Tenn took copies of Sexton’s books to Inge and read them to him on his cluttered bed, the drapes drawn, traffic on Sunset Boulevard sounding as if it were hundreds of miles away. The central air-conditioning hummed. Bill Inge survived on soft food and televised sermons. “I wanted to tell him stories when there had been a future for us,” Tenn said, “because we both wanted to know if we still had a future, if we still could dream and write and matter.” The stories were told in the language of Anne Sexton, “severe and strained and seared into the mind and on the page.” Although the room was dark and no reflections were available, Tenn asked his friend to imagine bouncing lights on the ceiling, and to each one he should attach a thought, drop a memory. ‘Look upward and latch on to whatever happy memory or need arises.’ This activity lulled Bill Inge into sleep.
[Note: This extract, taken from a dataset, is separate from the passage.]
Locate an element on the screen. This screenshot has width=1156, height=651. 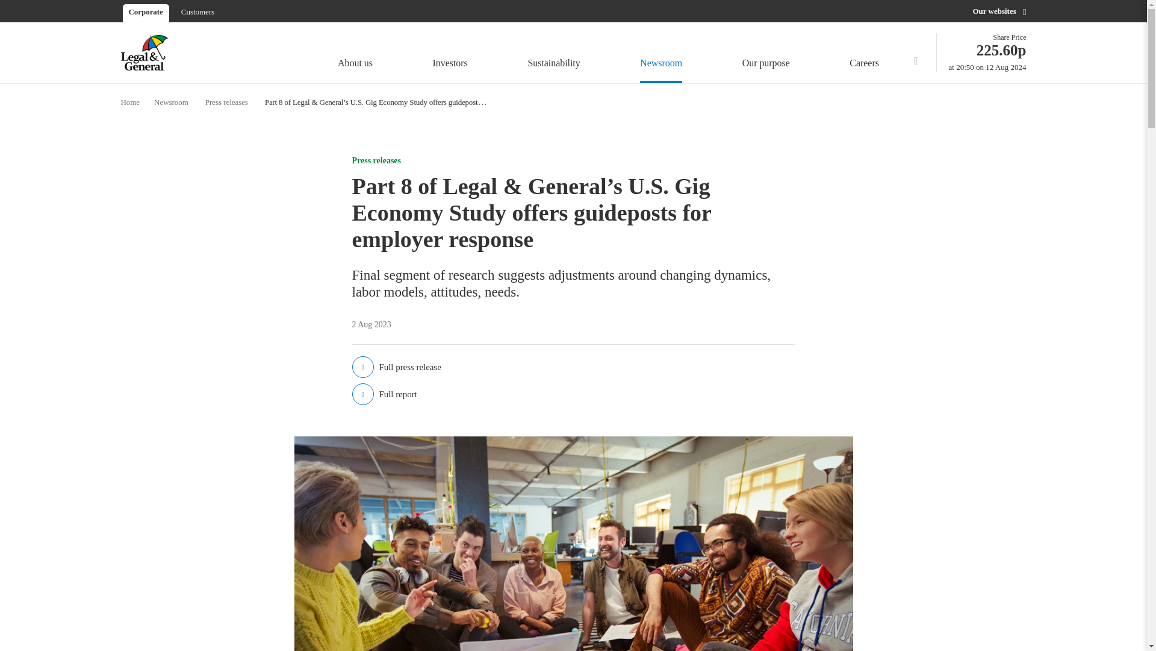
Newsroom is located at coordinates (661, 54).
The next day, according to Tenn, Inge had scribbled some notes on a pad for a play that was based on their conversations of the previous evening. Tenn was enraged by the notes, and he destroyed them not long after he discovered them. He left abruptly and would never see William Inge again.
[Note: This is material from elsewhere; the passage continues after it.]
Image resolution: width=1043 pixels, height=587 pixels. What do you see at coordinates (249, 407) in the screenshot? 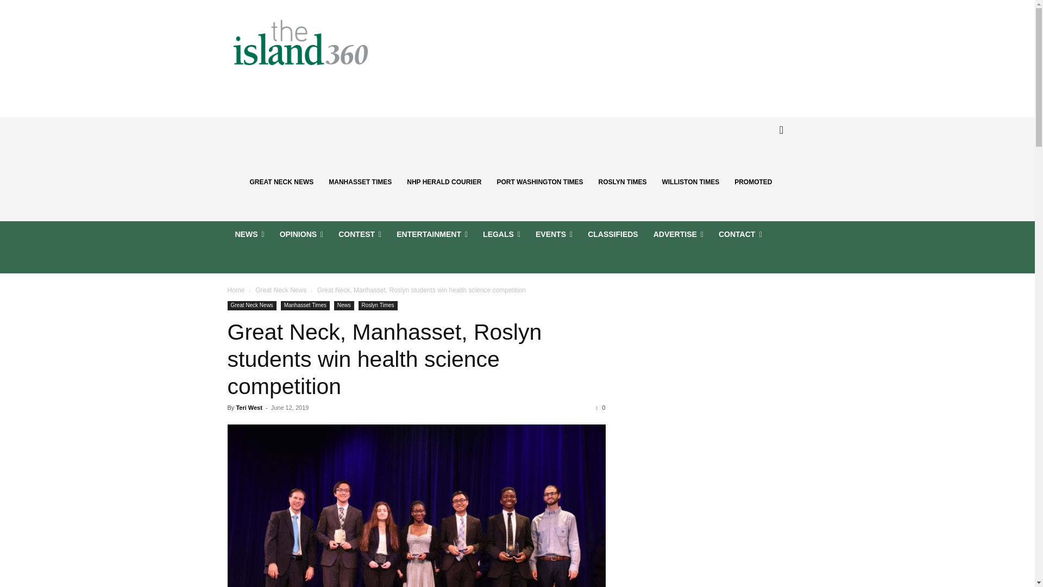
I see `Posts by Teri West` at bounding box center [249, 407].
Back in New York, Tenn began writing a play about his “shattered” friends Bill Inge and Anne Sexton. “For so many years, I had resented the competition that had been brought to me by Bill. I loved and wanted and needed the comfort he brought instead, and I failed to understand that the competition from his plays grew stronger and asked the same questions I had. I see now a large and golden bed—golden by the memories tha
t are happy and remind me that we were once young and time was an ally, and by the ministrations of a Jo Mielziner who is not dead but ready to cast one of his lemony sunsets on a bad memory—and Bill and I are there and songs of our time are playing on a radio that can’t be taken from us by our bad actions or our misguided erotic affections. We speak of plays and novels and paintings and stories told. We both understand that stories are what get us up in the morning and to sleep at night. Myth and fable and the simple story of a woman who has a breakdown making a grocery list; myth and legend and the image of a young man attempting to outrun an imagined team of athletes, hoping for a victory on the field. He’s trying to outrun the truth and the power of his feelings, and the only victory, he realizes, late in the game, is death or a life suspended in lies of action or of liquid. Alcohol builds for us an amber gel into which we can submerge our minds, but our minds fight the action, like the kittens the lady down the street used to place in burlap sacks, stuffing them into garbage pails of warm water, drowning them, keeping the yards and the streets clean, and the children screaming. The truth wants to win.
“And a woman—Anne Sexton, tall and dark and serious—walks through that window with the billowing curtains, and on the street below, happier cats roam and mewl. She is fine with the image of two male lovers relaxing, and asks for a cigarette. She sits and smokes deeply. ‘Time is wasting,’ she reminds the men. ‘There won’t be much more time for nights like this.’
“Anne Sexton walks into my dreams now, as she walked into my life in the late sixties, a dead decade, when my brain had been submerged in amber, my limbs on a course of action separate from that for which my brain had arranged an itinerary. Sexton never doubted my talent, never doubted the worth of what I might be trying to do. She only doubted the ability we had to stay on the job, to endure the rigors of our employment, to keep marshaling our puny endowments to keep providing the poems and the plays.